Thursday, August 25, 2011

Vertigo

Hitchcock's Vertigo is one of the cleverest, most intriguing movies I've ever seen with really unanticipated reversals in the course of the film. The first half is supernatural thriller (I had to watch the movie in a small window on my laptop so that I wouldn't get too scared); I would say that the whole thing is a psychological thriller. Scottie (Jimmy Stewert) is a police detective who quits the force after he suddenly gets vertigo while chasing a criminal across some rooftops. An old friend, Gavin Elster, asks Scottie to follow his wife, as he maintains that she is being possessed by the spirit of her great-grandmother, Carlotta Valdes, who killed herself at 26 years old, after her lover left her and took their child. Scottie applies his detective's mind to the supernatural mystery and tries to help Elster's wife, Madeleine, falling in love in with her in the process. He takes Madeleine to a mission that she describes, where she climbs up the steps to the tower and throws herself off. Because of his vertigo, he's unable to stop her.

In addition to Madeleine, Scottie's love interest, there's another woman in the film: Midge. Midge is Scottie's ex-fiance (Scottie says that Midge dumped him in college). Midge is very much the friend--she's a glasses-wearing career woman (when she draws herself as Carlotta in a big gown, her no nonsense haircut and glasses look entirely anachronistic). Her career drawing brassieres only draws more attention to her lack of sexuality--and the brassieres she draws are very modern--one works on the principle of cantilevers, as she tells Scottie. Here we see a contrast between modernity and an imagined romantic past, signified by Midge and Madeleine, by friendship and romantic love.

This sounds like the whole movie, but it's just the first half! In the second half, Scottie meets a woman, Judy, who reminds him of Madeleine. They begin to date, and he tries to reform her in Madeleine's image. The film ends back at the same mission where Madeleine died, with a nun startling Judy, who falls from the tower.

The film asks us to consider the relationship between play acting and reality. Judy plays Madeleine for Scottie. Scottie forces her to dress and dye her hair like Madeleine. Because Judy loves him, she does this. Instead of loving the woman in front of him, Scottie attempts to change Judy. Scottie is possessed by Madeleine in the same way that Madeleine was possessed by Carlotta. Not till the end of the film, is he free of Madeleine and Judy and Carlotta's power over him, and, at the same time, of his vertigo. He is ever the detective--continually compelled to seek the truth in the midst of myths. He seeks order. To help him find order, twice he attempts to recreate the past--and twice, this attempt to recreate the past at the mission leads to tragedy.

Scottie's search for order and truth is accompanied by a search for freedom, a search that we see from the beginning of the film when he looks forward to getting a corset off (which he needed due to his accident on the roof): "I shall be a free man. I shall wiggle my behind ... free and unconfined" (I am quoting from a draft of the screenplay found here).

At one point, Scottie says, "There's an answer for everything." This sums up his almost scientific approach to detective work. It's sort of ironic--there is an answer to Madeleine's problems; in fact, there's a non-supernatural answer. On the other hand, it is Scottie's drive to find an answer to absolutely everything that results in Judy's accidental death--there isn't an answer for that! Scottie's scientific approach is shown throughout the film--he wants to overcome his vertigo himself, step by step on a stepladder. He wills himself up the steps at the end of the film. Midge visits him when he's in the hospital after Madeleine's death--she tells the doctor that Mozart won't fix him. His first response to Gavin's story about his wife's possession is that she should be taken to a doctor and so should he for believing it. The question of the relationship of science to the supernatural is repeated throughout the movie. At one point Gavin calls Scottie a cold Scot. The fact of the matter is that Scottie softens to the possibility of supernatural involvement. And yet, it seems his desire for order doesn't soften enough.

The setting in San Francisco is also interesting. Both Gavin and Scottie long for a San Francisco that is now gone. Gavin describes Madeleine as fascinated by San Francisco--as exploring it with great wonder until it possessed her. Pop Leibel, who knows lots about San Francisco history, describes the myth of Carlotta, who was originally from a small mission settlement south of the city. A man, Ives, takes her and builds her a grand house, and they have a child:

He kept the child and threw her away. Men could do that in those days. They had the power ... and the freedom. And she became the Sad Carlotta.

Here we see commentary on the corrupting power of the city. Both Madeleine and Carlotta were previously innocent, but the evil of the city corrupted them. And it is the old San Francisco that attracts both Scottie and Elster.



Something that must be mentioned: Vertigo plays a lot with color. Red for Scottie; green for Madeleine/Judy. This translates into some pretty great green dresses/suits in the course of the film!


Retype the data below exactly, skipping pictures.
====== Task inputs
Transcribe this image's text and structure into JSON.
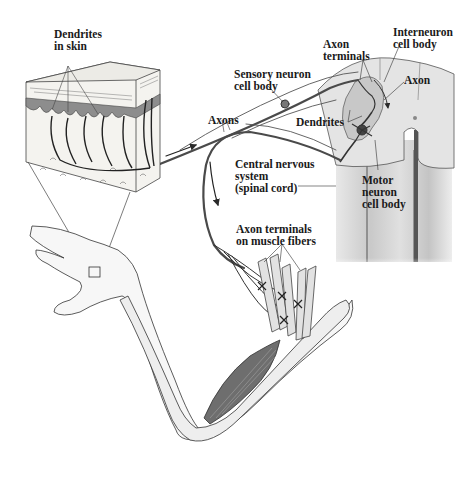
{
  "diagram": {
    "colors": {
      "background": "#ffffff",
      "line": "#2a2a2a",
      "nerve": "#4a4a4a",
      "skin_dermis": "#8a8a8a",
      "skin_block": "#f2f2ee",
      "spinal_cord": "#dcdcdc",
      "spinal_gray": "#bdbdbd",
      "muscle": "#6e6e6e",
      "arm_fill": "#f5f5f5"
    },
    "labels": {
      "dendrites_in_skin": [
        "Dendrites",
        "in skin"
      ],
      "sensory_neuron_cell_body": [
        "Sensory neuron",
        "cell body"
      ],
      "axon_terminals_top": [
        "Axon",
        "terminals"
      ],
      "interneuron_cell_body": [
        "Interneuron",
        "cell body"
      ],
      "axon": [
        "Axon"
      ],
      "axons": [
        "Axons"
      ],
      "dendrites": [
        "Dendrites"
      ],
      "cns": [
        "Central nervous",
        "system",
        "(spinal cord)"
      ],
      "motor_neuron_cell_body": [
        "Motor",
        "neuron",
        "cell body"
      ],
      "axon_terminals_muscle": [
        "Axon terminals",
        "on muscle fibers"
      ]
    }
  }
}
============
Expected answer
Transcribe this image's text and structure into JSON.
{
  "diagram": {
    "colors": {
      "background": "#ffffff",
      "line": "#2a2a2a",
      "nerve": "#4a4a4a",
      "skin_dermis": "#8a8a8a",
      "skin_block": "#f2f2ee",
      "spinal_cord": "#dcdcdc",
      "spinal_gray": "#bdbdbd",
      "muscle": "#6e6e6e",
      "arm_fill": "#f5f5f5"
    },
    "labels": {
      "dendrites_in_skin": [
        "Dendrites",
        "in skin"
      ],
      "sensory_neuron_cell_body": [
        "Sensory neuron",
        "cell body"
      ],
      "axon_terminals_top": [
        "Axon",
        "terminals"
      ],
      "interneuron_cell_body": [
        "Interneuron",
        "cell body"
      ],
      "axon": [
        "Axon"
      ],
      "axons": [
        "Axons"
      ],
      "dendrites": [
        "Dendrites"
      ],
      "cns": [
        "Central nervous",
        "system",
        "(spinal cord)"
      ],
      "motor_neuron_cell_body": [
        "Motor",
        "neuron",
        "cell body"
      ],
      "axon_terminals_muscle": [
        "Axon terminals",
        "on muscle fibers"
      ]
    }
  }
}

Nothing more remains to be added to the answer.